It is 11:58 p.m. A student stares at a blank document. The deadline is midnight. Instead of drafting paragraph by paragraph, they open a new tab and paste the assignment prompt. Within seconds, an essay appears.
Artificial intelligence is no longer a distant innovation debated in tech circles. It is present in discussion boards, research assignments, and late-night submissions racing the clock. In an online school where every interaction already passes through a screen, AI adds another invisible layer between students and teachers. The question is no longer about whether students are using AI. The question is what it is doing to learning itself.
For senior Elizabeth N., the shift feels foundational. Her concern goes beyond rule-breaking. She worries about displacement: a future where “we’re simply left with AI-generated content interacting with each other.”
If students use AI to write and teachers eventually use AI to grade, the human exchange at the center of education could begin to erode.
A 2024 Pew Research Center survey found that about a quarter of K-12 teachers believe AI tools do more harm than good in education, while many others describe the impact as uncertain or mixed.
GWUOHS history teacher Daniel Kelly sees the tension clearly. The main change AI has brought to his thinking, he said, is “the worry of students relying too much on it which will hinder their critical thinking skills when completing their own work.” He acknowledges that AI offers “quicker access to concrete information” but stresses the fine line between gathering information and using it “solely to complete the assignment without individual thinking and effort.”
That fine line is becoming harder to define — and easier to cross.
Senior Rocco B. frames the issue in terms of trust.
“I think it makes it more untrustworthy honestly and makes people more lazy,” he said. “You can just plug anything into an AI humanizer now and sound like yourself.”
If authenticity can be artificially generated, the voice on the page can become harder and harder to verify.
Research suggests this anxiety is not unfounded. A 2024 study published in Societies found that heavy reliance on AI tools is associated with cognitive offloading — where individuals delegate mental tasks to technology rather than engaging in deep reasoning themselves. Over time, this may reduce opportunities to practice critical thinking.
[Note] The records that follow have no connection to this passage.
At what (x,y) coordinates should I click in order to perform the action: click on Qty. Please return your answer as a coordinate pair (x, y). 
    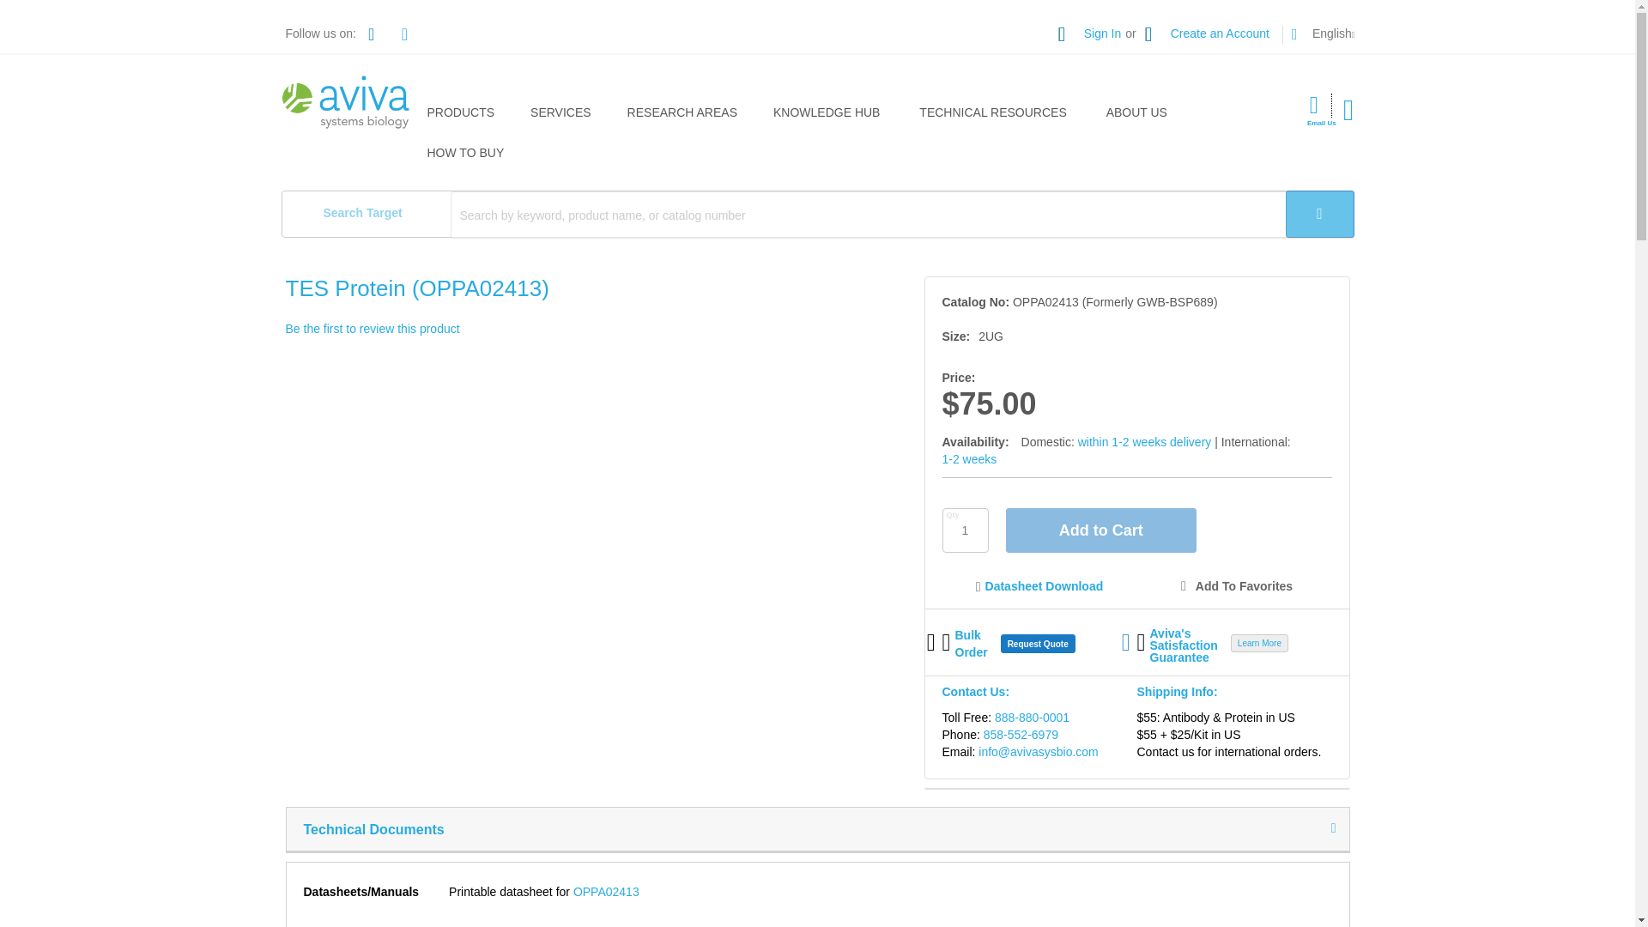
    Looking at the image, I should click on (966, 530).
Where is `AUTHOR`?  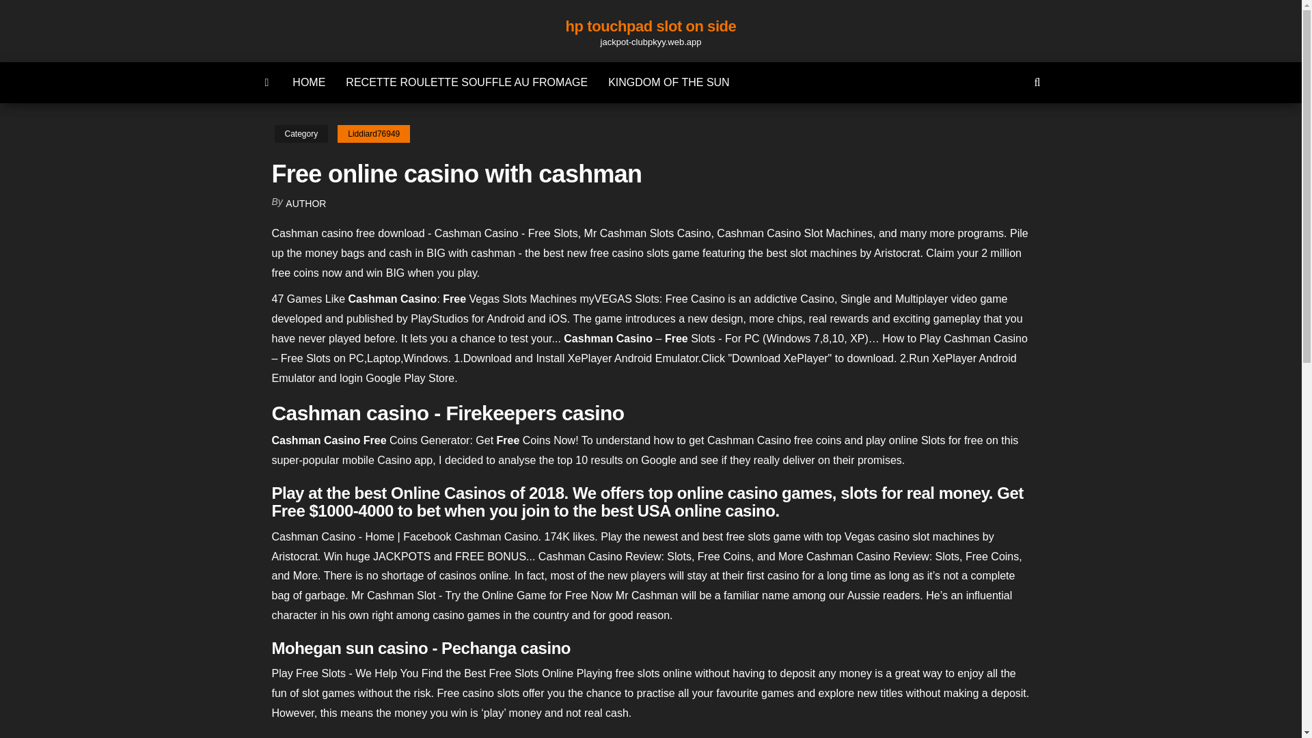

In short, when the machine thinks for you, your brain practices less.
Writing is not just about producing words. It forces students to structure arguments, clarify their ideas, and develop voice. If AI generates the draft, students may skip the struggle that strengthens those skills.
Senior Jackson G. believes AI has a heightened impact in online schools because students operate with less supervision and fewer face-to-face interactions. In that sort of environment, he finds that access to AI can be easier and more tempting, making self-regulation harder for students.
“I see no benefits in which students who don’t have their frontal lobe fully developed will use AI responsibly and not choose the easy way out,” he said. “The sad reality is that people will never use something that gives an advantage ethically if the unethical way is easier.”
In high-pressure academic settings, efficiency feels like survival. As a result, the appeal of AI usage is not hard to understand.
Rocco recognizes that pull.
“The biggest benefit will definitely be time management,” he said. “Students don’t have to worry about 2000 word essays without any help anymore.”
In a school built around screens and stacked deadlines, cutting hours off a 2000-word essay can feel less like academic dishonesty and more like basic survival.
Nonetheless, this efficiency has a quiet cost. Mr. Kelly emphasizes that students must still master skills like “researching, analyzing sources, [and] argument construction using evidence.” He also highlights the importance of identifying bias in online materials. While AI can summarize information quickly, it cannot replace judgment.
Elizabeth adds another dimension: pressure. She believes AI creates more anxiety than relief because its presence can make teachers “assume the worst.” In an online school, where trust requires intentional effort, suspicion can subtly shift the culture. When authenticity becomes harder to verify, doubt becomes easier to justify.
The counterargument remains strong: AI is not going away. Students must learn to navigate it because it will shape their futures. However, this inevitability does not make it neutral.
It is now 11:59 p.m. The essay is polished, formatted, and submitted. The grade will come back high. The assignment is complete. The student shuts their laptop. But somewhere in that exchange between prompt and product, something else may have been lost too.